A district government in Northwest China's Shaanxi Province came under fire after a newspaper reported that it penalized a street cleaner more than a third of her monthly salary, charging one yuan ($0.15) for each cigarette butt she failed to collect. 

A sanitation worker, surnamed Zhang working in Yuhuazhai subdistrict, Xi'an, capital of Shaanxi Province, was fined more than 900 yuan ($135) of her total monthly salary of only about 2600 yuan ($390), according to Shaanxi-based newspaper Chinese Business View.

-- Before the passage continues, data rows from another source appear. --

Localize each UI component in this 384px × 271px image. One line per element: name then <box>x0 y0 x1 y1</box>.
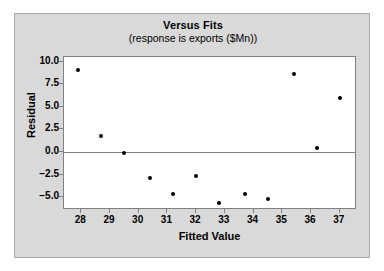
y-axis-tick-label: 10.0 <box>25 56 59 66</box>
y-axis-tick-label: 2.5 <box>25 123 59 133</box>
x-axis-tick-mark <box>138 209 139 213</box>
x-axis-title: Fitted Value <box>63 230 356 242</box>
y-axis-tick-label: 7.5 <box>25 78 59 88</box>
chart-title-block: Versus Fits (response is exports ($Mn)) <box>15 19 371 45</box>
x-axis-tick-label: 31 <box>151 214 181 226</box>
chart-figure: Versus Fits (response is exports ($Mn)) … <box>14 13 370 258</box>
y-axis-tick-label: 0.0 <box>25 146 59 156</box>
x-axis-tick-label: 32 <box>180 214 210 226</box>
x-axis-tick-label: 34 <box>238 214 268 226</box>
scatter-point <box>338 96 342 100</box>
y-axis-tick-labels: 10.07.55.02.50.0−2.5−5.0 <box>21 56 59 209</box>
scatter-point <box>99 134 103 138</box>
x-axis-tick-label: 33 <box>209 214 239 226</box>
x-axis-tick-label: 30 <box>123 214 153 226</box>
x-axis-tick-mark <box>310 209 311 213</box>
x-axis-tick-mark <box>339 209 340 213</box>
x-axis-tick-mark <box>80 209 81 213</box>
y-axis-tick-label: −5.0 <box>25 191 59 201</box>
x-axis-tick-label: 37 <box>324 214 354 226</box>
x-axis-tick-label: 36 <box>295 214 325 226</box>
x-axis-tick-marks <box>63 209 356 213</box>
y-axis-tick-label: −2.5 <box>25 169 59 179</box>
scatter-point <box>315 146 319 150</box>
scatter-point <box>266 197 270 201</box>
chart-subtitle: (response is exports ($Mn)) <box>15 32 371 45</box>
scatter-point <box>243 192 247 196</box>
x-axis-tick-mark <box>224 209 225 213</box>
scatter-point <box>292 72 296 76</box>
x-axis-tick-label: 35 <box>266 214 296 226</box>
chart-title: Versus Fits <box>15 19 371 32</box>
plot-area <box>63 56 356 209</box>
y-axis-tick-label: 5.0 <box>25 101 59 111</box>
x-axis-tick-label: 28 <box>65 214 95 226</box>
x-axis-tick-mark <box>281 209 282 213</box>
scatter-point <box>148 176 152 180</box>
scatter-point <box>122 151 126 155</box>
zero-reference-line <box>64 152 355 153</box>
x-axis-tick-labels: 28293031323334353637 <box>63 214 356 227</box>
x-axis-tick-mark <box>166 209 167 213</box>
scatter-point <box>171 192 175 196</box>
scatter-point <box>217 201 221 205</box>
scatter-point <box>76 68 80 72</box>
x-axis-tick-mark <box>253 209 254 213</box>
x-axis-tick-label: 29 <box>94 214 124 226</box>
x-axis-tick-mark <box>109 209 110 213</box>
x-axis-tick-mark <box>195 209 196 213</box>
scatter-point <box>194 174 198 178</box>
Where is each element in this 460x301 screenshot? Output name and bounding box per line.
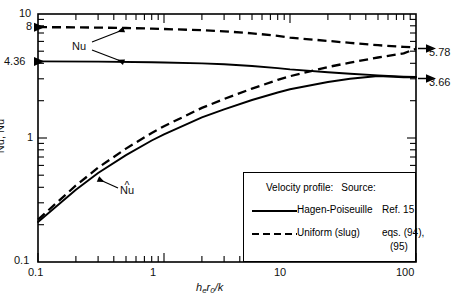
legend-header: Velocity profile:Source: bbox=[266, 182, 376, 193]
y-axis-title-hat-group: ^Nu bbox=[0, 119, 6, 133]
legend-swatch-dashed-line bbox=[252, 230, 297, 237]
x-tick-label-100: 100 bbox=[396, 266, 414, 278]
nu-leader-lines bbox=[92, 30, 124, 63]
legend-row-uniform-slug: Uniform (slug)eqs. (94), bbox=[252, 227, 424, 238]
hat-accent-icon: ^ bbox=[0, 123, 1, 128]
legend-header-velocity: Velocity profile: bbox=[266, 182, 333, 193]
right-label-5-78: 5.78 bbox=[429, 46, 450, 58]
hat-accent-icon: ^ bbox=[125, 181, 130, 191]
annotation-nuhat-group: ^Nu bbox=[120, 184, 134, 196]
curve-nu-hagen-poiseuille bbox=[38, 61, 416, 77]
x-axis-title: her0/k bbox=[196, 281, 223, 295]
x-tick-label-1: 1 bbox=[150, 266, 156, 278]
x-tick-label-10: 10 bbox=[274, 266, 286, 278]
annotation-nuhat: ^Nu bbox=[120, 184, 134, 196]
legend-label-hagen-poiseuille: Hagen-Poiseuille bbox=[297, 204, 382, 215]
legend-source-ref-15: Ref. 15 bbox=[382, 204, 414, 215]
legend-label-uniform-slug: Uniform (slug) bbox=[297, 227, 382, 238]
right-label-3-66: 3.66 bbox=[429, 76, 450, 88]
nuhat-leader-line bbox=[98, 179, 118, 188]
curve-nu-uniform bbox=[38, 27, 416, 47]
y-axis-title-main: Nu, bbox=[0, 133, 6, 153]
y-tick-label-10: 10 bbox=[19, 7, 31, 19]
x-axis-title-k: /k bbox=[215, 281, 224, 293]
legend-row-hagen-poiseuille: Hagen-PoiseuilleRef. 15 bbox=[252, 204, 414, 215]
figure-container: 10 8 4.36 1 0.1 0.1 1 10 100 5.78 3.66 h… bbox=[0, 0, 460, 301]
legend-source-eqs: eqs. (94), bbox=[382, 227, 424, 238]
y-tick-label-0-1: 0.1 bbox=[14, 254, 29, 266]
legend-source-continuation: (95) bbox=[390, 241, 408, 252]
y-tick-label-8: 8 bbox=[26, 20, 32, 32]
y-axis-title: Nu, ^Nu bbox=[0, 119, 6, 153]
y-tick-label-4-36: 4.36 bbox=[4, 55, 25, 67]
x-tick-label-0-1: 0.1 bbox=[28, 266, 43, 278]
y-tick-label-1: 1 bbox=[27, 131, 33, 143]
legend-swatch-solid-line bbox=[252, 207, 297, 214]
legend-header-source: Source: bbox=[341, 182, 375, 193]
legend-box: Velocity profile:Source: Hagen-Poiseuill… bbox=[243, 172, 416, 262]
right-value-arrows bbox=[418, 49, 427, 79]
annotation-nu: Nu bbox=[72, 40, 86, 52]
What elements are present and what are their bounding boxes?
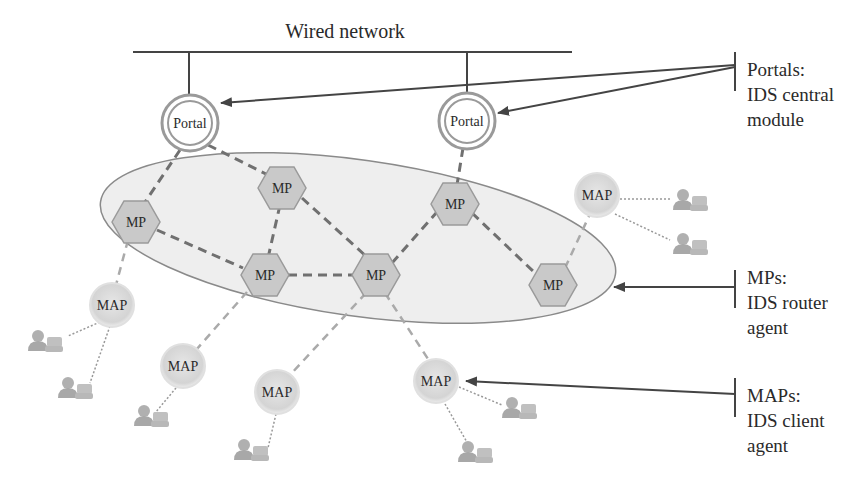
mp-label: MP xyxy=(272,181,292,196)
user-device-icon xyxy=(234,439,269,461)
map-label: MAP xyxy=(262,385,293,400)
user-device-icon xyxy=(673,189,708,211)
portal-label: Portal xyxy=(450,114,484,129)
network-diagram: Portal Portal MP MP MP MP MP MP MAP MAP xyxy=(0,0,866,491)
legend-mps-line2: IDS router xyxy=(747,290,828,315)
mp-label: MP xyxy=(543,278,563,293)
user-device-icon xyxy=(502,397,537,419)
user-device-icon xyxy=(458,441,493,463)
wired-network xyxy=(133,52,572,95)
map-2[interactable]: MAP xyxy=(161,344,205,388)
map-3[interactable]: MAP xyxy=(255,370,299,414)
user-device-icon xyxy=(28,330,63,352)
legend-portals: Portals: IDS central module xyxy=(747,57,834,132)
legend-maps: MAPs: IDS client agent xyxy=(747,383,825,458)
map-label: MAP xyxy=(421,374,452,389)
map-label: MAP xyxy=(582,188,613,203)
mp-label: MP xyxy=(126,215,146,230)
wired-network-title: Wired network xyxy=(285,20,405,42)
legend-mps-line3: agent xyxy=(747,315,828,340)
user-device-icon xyxy=(134,405,169,427)
map-4[interactable]: MAP xyxy=(414,359,458,403)
legend-portals-line2: IDS central xyxy=(747,82,834,107)
map-label: MAP xyxy=(168,359,199,374)
legend-portals-line1: Portals: xyxy=(747,57,834,82)
legend-mps: MPs: IDS router agent xyxy=(747,265,828,340)
legend-mps-line1: MPs: xyxy=(747,265,828,290)
mp-label: MP xyxy=(445,197,465,212)
portal-2[interactable]: Portal xyxy=(439,93,495,149)
legend-maps-line2: IDS client xyxy=(747,408,825,433)
map-1[interactable]: MAP xyxy=(90,283,134,327)
portal-1[interactable]: Portal xyxy=(162,95,218,151)
mp-label: MP xyxy=(255,268,275,283)
portal-label: Portal xyxy=(173,116,207,131)
mp-label: MP xyxy=(366,268,386,283)
arrow-to-map-4 xyxy=(466,381,735,394)
user-device-icon xyxy=(58,377,93,399)
map-5[interactable]: MAP xyxy=(575,173,619,217)
map-label: MAP xyxy=(97,298,128,313)
legend-maps-line3: agent xyxy=(747,433,825,458)
legend-maps-line1: MAPs: xyxy=(747,383,825,408)
mesh-backbone-ellipse xyxy=(90,125,627,352)
user-device-icon xyxy=(673,233,708,255)
legend-portals-line3: module xyxy=(747,107,834,132)
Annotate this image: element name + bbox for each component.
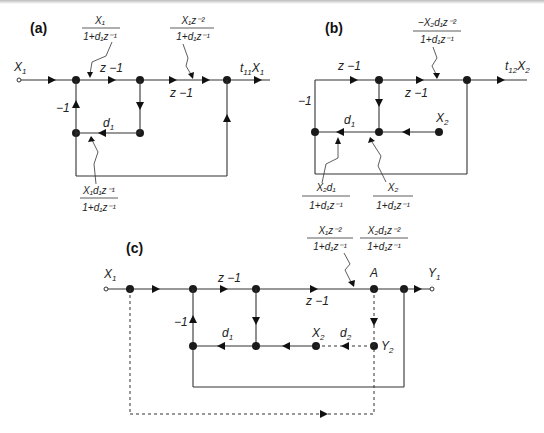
input-x2-label: X2	[435, 111, 449, 127]
panel-a: (a) X1 z −1 z −1 −1 d1 t11X1 X₁	[13, 15, 270, 213]
arrow-left-icon	[98, 129, 106, 137]
node-y2-label: Y2	[381, 339, 394, 355]
input-label: X1	[103, 267, 116, 283]
arrow-up-icon	[72, 100, 80, 108]
arrow-left-icon	[402, 128, 410, 136]
gain-z-inv: z −1	[404, 86, 428, 100]
gain-d1: d1	[344, 113, 355, 129]
node-a-label: A	[369, 266, 378, 280]
gain-d1: d1	[103, 116, 114, 132]
node-x2-label: X2	[311, 326, 325, 342]
arrow-icon	[108, 76, 116, 84]
gain-z-inv: z −1	[169, 86, 193, 100]
annotation-denominator: 1+d₁z⁻¹	[83, 31, 117, 42]
gain-z-inv: z −1	[337, 59, 361, 73]
annotation-denominator: 1+d₁z⁻¹	[82, 202, 116, 213]
input-label: X1	[13, 60, 26, 76]
arrow-icon	[497, 76, 505, 84]
panel-b-label: (b)	[325, 20, 343, 36]
gain-d2: d2	[340, 326, 352, 342]
annotation-numerator: X₁	[94, 15, 105, 26]
gain-d1: d1	[222, 326, 233, 342]
panel-a-label: (a)	[30, 20, 47, 36]
annotation-denominator: 1+d₁z⁻¹	[309, 200, 343, 211]
annotation-numerator: X₂d₁	[315, 182, 335, 193]
annotation-numerator: X₁d₁z⁻¹	[82, 185, 116, 196]
annotation-denominator: 1+d₁z⁻¹	[176, 31, 210, 42]
arrow-icon	[169, 76, 177, 84]
panel-c-label: (c)	[126, 240, 143, 256]
signal-flow-diagram: (a) X1 z −1 z −1 −1 d1 t11X1 X₁	[0, 0, 544, 433]
annotation-numerator: −X₂d₁z⁻²	[418, 17, 457, 28]
annotation-denominator: 1+d₁z⁻¹	[367, 241, 401, 252]
gain-z-inv: z −1	[305, 294, 329, 308]
annotation-denominator: 1+d₁z⁻¹	[376, 200, 410, 211]
output-label: t11X1	[240, 61, 264, 77]
annotation-denominator: 1+d₁z⁻¹	[420, 34, 454, 45]
panel-c: (c) X1 Y1 A	[103, 225, 440, 418]
arrow-icon	[416, 76, 424, 84]
panel-b: (b) z −1 z −1 −1 d1 X2 t12X2 −X₂d₁z⁻² 1+…	[298, 17, 530, 211]
arrow-icon	[202, 76, 210, 84]
arrow-down-icon	[136, 102, 144, 110]
arrow-down-icon	[375, 99, 383, 107]
arrow-icon	[48, 76, 56, 84]
output-label: t12X2	[505, 59, 530, 75]
output-label: Y1	[428, 266, 440, 282]
gain-z-inv: z −1	[217, 271, 241, 285]
arrow-icon	[350, 76, 358, 84]
arrow-icon	[254, 76, 262, 84]
annotation-numerator: X₂d₁z⁻²	[367, 225, 401, 236]
input-node-x1	[17, 78, 21, 82]
annotation-numerator: X₁z⁻²	[180, 15, 205, 26]
gain-neg-one: −1	[56, 101, 70, 115]
annotation-numerator: X₂	[387, 182, 399, 193]
arrow-left-icon	[336, 128, 344, 136]
annotation-numerator: X₁z⁻²	[317, 225, 342, 236]
annotation-denominator: 1+d₁z⁻¹	[313, 241, 347, 252]
gain-z-inv: z −1	[99, 61, 123, 75]
arrow-up-icon	[223, 114, 231, 122]
gain-neg-one: −1	[174, 315, 188, 329]
gain-neg-one: −1	[298, 94, 312, 108]
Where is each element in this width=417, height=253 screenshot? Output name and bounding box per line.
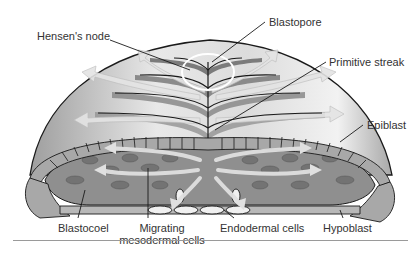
label-primitive-streak: Primitive streak: [329, 56, 404, 68]
bottom-rule: [13, 240, 408, 241]
label-migrating-mesodermal-cells: Migrating mesodermal cells: [116, 222, 208, 246]
label-endodermal-cells: Endodermal cells: [220, 222, 304, 234]
gastrulation-diagram: Hensen's node Blastopore Primitive strea…: [0, 0, 417, 253]
label-migrating-line1: Migrating: [116, 222, 208, 234]
label-hypoblast: Hypoblast: [323, 222, 372, 234]
label-blastopore: Blastopore: [269, 16, 322, 28]
label-hensens-node: Hensen's node: [37, 30, 110, 42]
label-epiblast: Epiblast: [367, 119, 406, 131]
label-blastocoel: Blastocoel: [58, 222, 109, 234]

Twenty other sanitation workers in the subdistrict were also fined varying amounts for this offense, as their performance evaluation standard assigned a fine of one yuan for each cigarette butt found on the street in the area where each cleaner is assigned, according to the report.

"If someone comes [behind me] and leaves a cigarette butt on the ground, I will be fined," said the helpless Zhang in her fifties. 

"No matter how fast I clean, there is no way I can handle  smokers' unending littering," Zhang told the Chinese Business View.

The city cleaners were also working overload because the local sanitation department "could not recruit enough people," an unnamed staff member at the Yuhuazhai subdistrict office told the newspaper.

Xi'an is known for its high sanitation standards. It has allowed no more than five grams of dust per square meter on city street since 2017, and "most of the city is up to code," according to local sanitation officials, reported Beijing Youth Daily on May 16.

The Yuhuazhai subdistrict government has suspended its personnel performance evaluation standard and plans to revise it. 

Moreover, salary deduction caused by cigarette butt problems is prohibited, said the local authorities in a statement.